Q: What if I find too many problems to address in the afternoon? Prioritize ruthlessly. A one-day assessment should produce 5–10 actionable findings, not 50. If you've identified more than 10 significant findings, apply the two-axis framework to narrow to the issues with the highest impact and lowest effort to fix.

Q: Who should be involved in a one-day data quality assessment? Ideally: the person who uses the data most (to provide business context on what matters), and the person responsible for maintaining the data (to understand what's fixable). For small businesses, this might be the same person.

Q: What do I do with the assessment findings the day after? Share the prioritized findings with the dataset owner and get agreement on who is responsible for each remediation item. Schedule the high-impact, high-effort items as formal projects. Start the high-impact, low-effort fixes immediately.

Q: Can I use a one-day assessment to justify a data quality investment? Yes — and this is one of the best uses of a one-day assessment. The specific findings (X% of email records invalid, Y duplicate customer records, Z% null rate on a critical field) translate directly into a cost-of-bad-data estimate that supports a business case for tools or process improvement.

Q: How do I know if my one-day assessment was thorough enough? If you checked all five quality dimensions for your key fields and documented specific, measurable findings with recommendations — it's thorough enough. A one-day assessment isn't meant to be exhaustive; it's meant to be actionable.

Q: How often should I conduct a data quality assessment? Quarterly for your most important datasets. After any significant system change. Before any major decision or campaign that depends on the data. The findings from each assessment inform the prevention work that reduces the findings at the next one.


The biggest obstacle to a data quality assessment isn't the work — it's starting.
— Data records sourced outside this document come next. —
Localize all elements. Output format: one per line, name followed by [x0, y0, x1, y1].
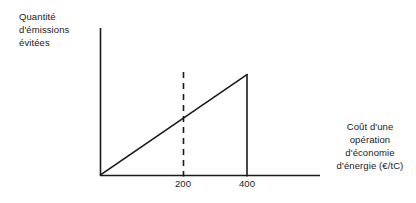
chart-figure: Quantité d'émissions évitées Coût d'une … [0, 0, 416, 203]
abatement-cost-curve [101, 75, 248, 176]
x-axis-label: Coût d'une opération d'économie d'énergi… [326, 120, 414, 172]
x-tick-label-400: 400 [227, 178, 267, 189]
x-tick-label-200: 200 [163, 178, 203, 189]
y-axis-label: Quantité d'émissions évitées [19, 10, 109, 49]
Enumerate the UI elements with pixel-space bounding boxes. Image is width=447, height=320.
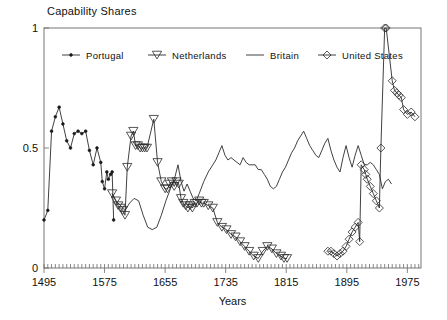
series-marker [101, 180, 104, 183]
series-line [112, 131, 391, 229]
series-line [328, 28, 415, 256]
series-marker [54, 115, 57, 118]
series-line [112, 119, 287, 258]
series-marker [58, 106, 61, 109]
series-marker [50, 130, 53, 133]
series-marker [43, 219, 46, 222]
series-britain [112, 131, 391, 229]
series-marker [84, 130, 87, 133]
series-marker [105, 171, 108, 174]
series-line [44, 107, 114, 220]
series-marker [99, 161, 102, 164]
legend-item-united-states[interactable]: United States [318, 50, 403, 61]
chart-root: Capability Shares PortugalNetherlandsBri… [0, 0, 447, 320]
x-tick-label: 1575 [92, 276, 116, 288]
series-marker [92, 163, 95, 166]
y-tick-label: 0.5 [23, 142, 38, 154]
series-marker [107, 178, 110, 181]
series-marker [62, 123, 65, 126]
series-marker [65, 139, 68, 142]
series-marker [73, 132, 76, 135]
x-tick-label: 1975 [395, 276, 419, 288]
series-marker [80, 132, 83, 135]
legend-item-netherlands[interactable]: Netherlands [148, 50, 227, 61]
legend-label: Portugal [86, 50, 124, 61]
series-marker [112, 219, 115, 222]
series-marker [77, 130, 80, 133]
y-tick-label: 1 [32, 22, 38, 34]
legend-item-britain[interactable]: Britain [246, 50, 299, 61]
x-tick-label: 1815 [274, 276, 298, 288]
capability-shares-chart: PortugalNetherlandsBritainUnited States … [0, 0, 447, 320]
legend-label: United States [342, 50, 403, 61]
series-marker [46, 209, 49, 212]
x-tick-label: 1735 [213, 276, 237, 288]
series-marker [88, 149, 91, 152]
series-marker [411, 113, 419, 121]
series-marker [111, 171, 114, 174]
x-axis-title: Years [219, 295, 247, 307]
y-tick-label: 0 [32, 262, 38, 274]
series-marker [69, 147, 72, 150]
legend-label: Britain [270, 50, 299, 61]
x-tick-label: 1895 [335, 276, 359, 288]
series-netherlands [108, 115, 292, 262]
x-tick-label: 1655 [153, 276, 177, 288]
legend-label: Netherlands [172, 50, 227, 61]
series-portugal [43, 106, 115, 222]
legend-marker-dot-icon [70, 54, 73, 57]
x-tick-label: 1495 [32, 276, 56, 288]
series-marker [96, 147, 99, 150]
legend-layer: PortugalNetherlandsBritainUnited States [62, 50, 403, 61]
plot-frame [44, 28, 421, 268]
series-marker [103, 187, 106, 190]
legend-item-portugal[interactable]: Portugal [62, 50, 124, 61]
Block a day on your calendar, choose your most important dataset, and run through this structure. By end of day, you'll know more about the quality of your data than you ever have before.

Sohovi makes Hours 2 and 3 of the morning session instant — upload your CSV and get a complete quality profile in under a minute. Free to try, no credit card, no IT team, no code required.

Selva Santosh

Data quality, for people who ship

Selva writes practical guides on data quality, profiling, and governance to help teams ship better data.